White balance means adjusting a certain colour of light to appear achromatic. It’s challenging to even see what the “white” is here, so it’s not entirely the issue, or at least not the more glaring one.
Explain your second point about “dynamic range”. What do you mean?
Well, at some point those “overburn” areas need to get desaturated and faded in a “pleasing way”
Ok that is not helping much, I see what’s the problem but, I don’t see such issue whether I shoot canon or sony (super weird color shifting?) It all kinda “burns” naturally towards overexposed areas (at least from what I’ve seen there aren’t any oversaturated colors when overexposed)
Maybe it all lies in some smart color-aware postprocessing tools…
This is a potential solution. The issue is to see the problem clearly.
All commercial DSLRs break in the same way to the best of my knowledge. This is strictly one axis of gamut mapping. There are loosely two to consider. This one is easy to see for most folks on common hardware.
Does it? Have you tested?
The bottom line is that they don’t do what most sane folks would think should do.
That is, we are dealing with two devices, a display and a camera image. For the most part, the display has the intensity range to display the image as it is, but the camera didn’t have enough range to capture the appropriate value.

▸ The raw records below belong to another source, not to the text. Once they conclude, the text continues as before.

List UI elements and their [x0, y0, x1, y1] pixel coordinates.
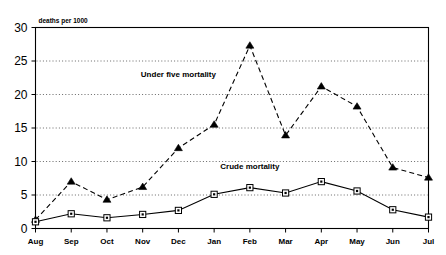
chart-canvas: 051015202530deaths per 1000AugSepOctNovD… [0, 0, 446, 255]
xtick-label-Apr: Apr [314, 237, 328, 246]
ytick-label-30: 30 [14, 21, 28, 35]
marker-dot-crude-mortality-Jan [213, 193, 215, 195]
marker-dot-crude-mortality-Sep [70, 213, 72, 215]
marker-dot-crude-mortality-May [356, 190, 358, 192]
marker-under-five-mortality-Feb [246, 42, 254, 48]
marker-dot-crude-mortality-Feb [249, 187, 251, 189]
xtick-label-Nov: Nov [135, 237, 151, 246]
series-annotation-under-five-mortality: Under five mortality [141, 70, 217, 79]
xtick-label-Mar: Mar [278, 237, 292, 246]
xtick-label-Aug: Aug [28, 237, 44, 246]
series-annotation-crude-mortality: Crude mortality [220, 162, 280, 171]
marker-dot-crude-mortality-Jul [427, 216, 429, 218]
marker-dot-crude-mortality-Apr [320, 181, 322, 183]
marker-under-five-mortality-Mar [282, 132, 290, 138]
marker-dot-crude-mortality-Dec [177, 209, 179, 211]
xtick-label-Dec: Dec [171, 237, 186, 246]
xtick-label-Feb: Feb [243, 237, 257, 246]
xtick-label-May: May [349, 237, 365, 246]
marker-under-five-mortality-Jan [210, 121, 218, 127]
ytick-label-25: 25 [14, 54, 28, 68]
series-line-under-five-mortality [36, 46, 429, 220]
marker-dot-crude-mortality-Oct [106, 217, 108, 219]
marker-under-five-mortality-Sep [67, 178, 75, 184]
y-axis-label: deaths per 1000 [39, 17, 89, 25]
ytick-label-5: 5 [21, 188, 28, 202]
marker-under-five-mortality-May [353, 103, 361, 109]
marker-dot-crude-mortality-Mar [284, 192, 286, 194]
xtick-label-Oct: Oct [100, 237, 114, 246]
marker-dot-crude-mortality-Aug [34, 221, 36, 223]
ytick-label-0: 0 [21, 222, 28, 236]
marker-under-five-mortality-Jun [389, 164, 397, 170]
marker-under-five-mortality-Apr [317, 83, 325, 89]
ytick-label-15: 15 [14, 121, 28, 135]
mortality-line-chart: 051015202530deaths per 1000AugSepOctNovD… [0, 0, 446, 255]
marker-under-five-mortality-Dec [174, 144, 182, 150]
xtick-label-Jan: Jan [207, 237, 221, 246]
ytick-label-10: 10 [14, 155, 28, 169]
xtick-label-Jun: Jun [386, 237, 400, 246]
series-line-crude-mortality [36, 182, 429, 222]
xtick-label-Jul: Jul [423, 237, 435, 246]
xtick-label-Sep: Sep [64, 237, 79, 246]
ytick-label-20: 20 [14, 88, 28, 102]
marker-dot-crude-mortality-Jun [392, 209, 394, 211]
marker-dot-crude-mortality-Nov [142, 213, 144, 215]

That is, if we think of a colour in some ABC three channels system, the scene through the ABC filters had a colour coordinate that was too high for the camera to record; the proper colour coordinate lives above and outside the mesh of the camera if you will. The camera could only record one or two of the coordinates, not all three required.

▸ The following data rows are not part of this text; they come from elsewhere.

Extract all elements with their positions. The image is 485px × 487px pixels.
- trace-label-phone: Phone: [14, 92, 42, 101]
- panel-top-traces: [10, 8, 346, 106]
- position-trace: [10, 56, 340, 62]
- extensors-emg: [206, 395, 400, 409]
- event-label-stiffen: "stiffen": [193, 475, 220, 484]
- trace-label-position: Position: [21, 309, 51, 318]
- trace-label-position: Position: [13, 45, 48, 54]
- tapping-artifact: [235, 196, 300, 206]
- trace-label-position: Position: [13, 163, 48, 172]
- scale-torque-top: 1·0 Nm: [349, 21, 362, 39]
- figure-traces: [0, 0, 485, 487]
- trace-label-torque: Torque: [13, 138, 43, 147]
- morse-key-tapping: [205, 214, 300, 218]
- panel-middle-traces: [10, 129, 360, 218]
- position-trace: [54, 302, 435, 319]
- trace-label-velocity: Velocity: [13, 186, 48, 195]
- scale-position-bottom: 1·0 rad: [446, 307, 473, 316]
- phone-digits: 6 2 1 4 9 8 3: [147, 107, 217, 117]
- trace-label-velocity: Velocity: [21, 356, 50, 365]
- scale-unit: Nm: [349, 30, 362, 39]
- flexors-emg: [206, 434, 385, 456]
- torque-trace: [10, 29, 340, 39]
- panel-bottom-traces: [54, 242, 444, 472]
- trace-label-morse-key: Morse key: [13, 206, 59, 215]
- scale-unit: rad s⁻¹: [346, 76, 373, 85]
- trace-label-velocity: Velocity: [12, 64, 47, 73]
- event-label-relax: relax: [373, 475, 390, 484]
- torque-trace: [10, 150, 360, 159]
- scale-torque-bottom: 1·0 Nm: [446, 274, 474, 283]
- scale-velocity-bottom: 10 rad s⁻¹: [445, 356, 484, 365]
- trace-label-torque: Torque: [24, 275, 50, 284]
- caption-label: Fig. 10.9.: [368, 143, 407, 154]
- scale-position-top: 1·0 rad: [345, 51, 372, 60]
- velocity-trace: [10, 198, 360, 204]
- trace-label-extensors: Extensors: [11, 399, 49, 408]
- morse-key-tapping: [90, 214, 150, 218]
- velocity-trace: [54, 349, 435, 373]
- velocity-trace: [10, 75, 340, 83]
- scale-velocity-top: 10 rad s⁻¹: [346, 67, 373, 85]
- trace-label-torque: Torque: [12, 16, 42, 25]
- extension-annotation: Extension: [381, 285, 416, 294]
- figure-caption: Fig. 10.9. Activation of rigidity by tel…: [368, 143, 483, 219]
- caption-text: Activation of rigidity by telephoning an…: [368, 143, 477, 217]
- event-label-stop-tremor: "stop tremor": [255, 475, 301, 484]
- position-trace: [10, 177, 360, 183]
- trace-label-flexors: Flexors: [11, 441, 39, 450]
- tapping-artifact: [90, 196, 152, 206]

So the question is, given we are device bound, what should happen? Should a DSLR simply offer up the three channels as it saw them, as we have here, skewing the skin tone wildly to a purely saturated yellow, or should something else happen? Eventually, with enough intensity, the camera would display maximum intensity across all three filters, creating an achromatic value, but that doesn’t help the fact that we have yellow skin.
Well, yes I always judge by display device limitation for “internet purposes” - srgb (or print, up to adobergb) but everything is dictated after raw processing (capture one or rawtherapee) So yeah, I never really deal with raw data as raw as it gets…

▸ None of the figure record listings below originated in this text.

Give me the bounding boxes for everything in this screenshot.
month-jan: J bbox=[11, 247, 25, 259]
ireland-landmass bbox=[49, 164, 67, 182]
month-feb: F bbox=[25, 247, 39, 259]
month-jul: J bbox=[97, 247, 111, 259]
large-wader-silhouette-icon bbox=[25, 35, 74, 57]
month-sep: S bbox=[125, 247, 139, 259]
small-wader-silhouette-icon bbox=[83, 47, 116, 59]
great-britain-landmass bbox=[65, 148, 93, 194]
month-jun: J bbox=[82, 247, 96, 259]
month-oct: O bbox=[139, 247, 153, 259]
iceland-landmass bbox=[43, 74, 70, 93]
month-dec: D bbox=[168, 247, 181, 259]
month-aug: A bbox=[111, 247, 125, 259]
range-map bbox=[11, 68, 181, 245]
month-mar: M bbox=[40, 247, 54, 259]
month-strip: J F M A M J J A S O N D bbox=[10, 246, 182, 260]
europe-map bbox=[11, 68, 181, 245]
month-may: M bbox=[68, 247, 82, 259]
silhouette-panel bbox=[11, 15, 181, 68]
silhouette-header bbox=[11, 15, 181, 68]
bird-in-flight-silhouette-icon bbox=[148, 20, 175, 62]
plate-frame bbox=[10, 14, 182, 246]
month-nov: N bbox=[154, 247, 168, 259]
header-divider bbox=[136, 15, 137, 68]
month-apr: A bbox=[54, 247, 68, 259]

As to what should happen, as long as there isn’t a universal way of handling things then the most popular and accepted solution should be adopted… probably
Ah okay, so it’s back to “bro science” when designer asks for fabric color
I’m used to this but it’s kinda weird that something as essential as colors or color space isn’t really standardized to a point where I could just input values without eyeballing stuff and guessing all the possible valuable outcome really, a “bro science” experiment this all color stuff in CG
No. The colour transforms are more or less solid. Gamut mapping is missing in this domain. It’s existed in print etc for years, just not yet in this domain.
Not quite. There are pure primaries in ACEScg as well. The same problems are exactly present as discussed above. There is no real nuanced gamut mapping.
What is the expected result? I only see the non-overexposed colors in your picture. The point/problem is what happens with those colors when they become overexposed. For example you have a nice and perfectly working material in one lighting condition but it gets weird colors and saturation once it gets in bright sun etc…
There needs to be some sort of “nice looking” and well controled desaturation and contrast controls for limited bitdepth output. Of course you can use postproduction on linear output outside blender but that’s not a “nice” solution to the problem…
ACES isn’t quite used as widely as folks think. But needless to say, ACES has precisely the issues outlined; lack of a more sophisticated gamut mapping. Both high intensity and wider gamut chromaticities “down gamut” will reveal quite a few nasty issues.
The videos posted in this thread will tell you how to install ACES for Blender.
You won’t be able to switch between ACES and Filmic while Blender is running, tho. You’ll have to swap out files on your drive and re-launch Blender each time.
I posted a tweak in this thread to make switching between systems slightly easier.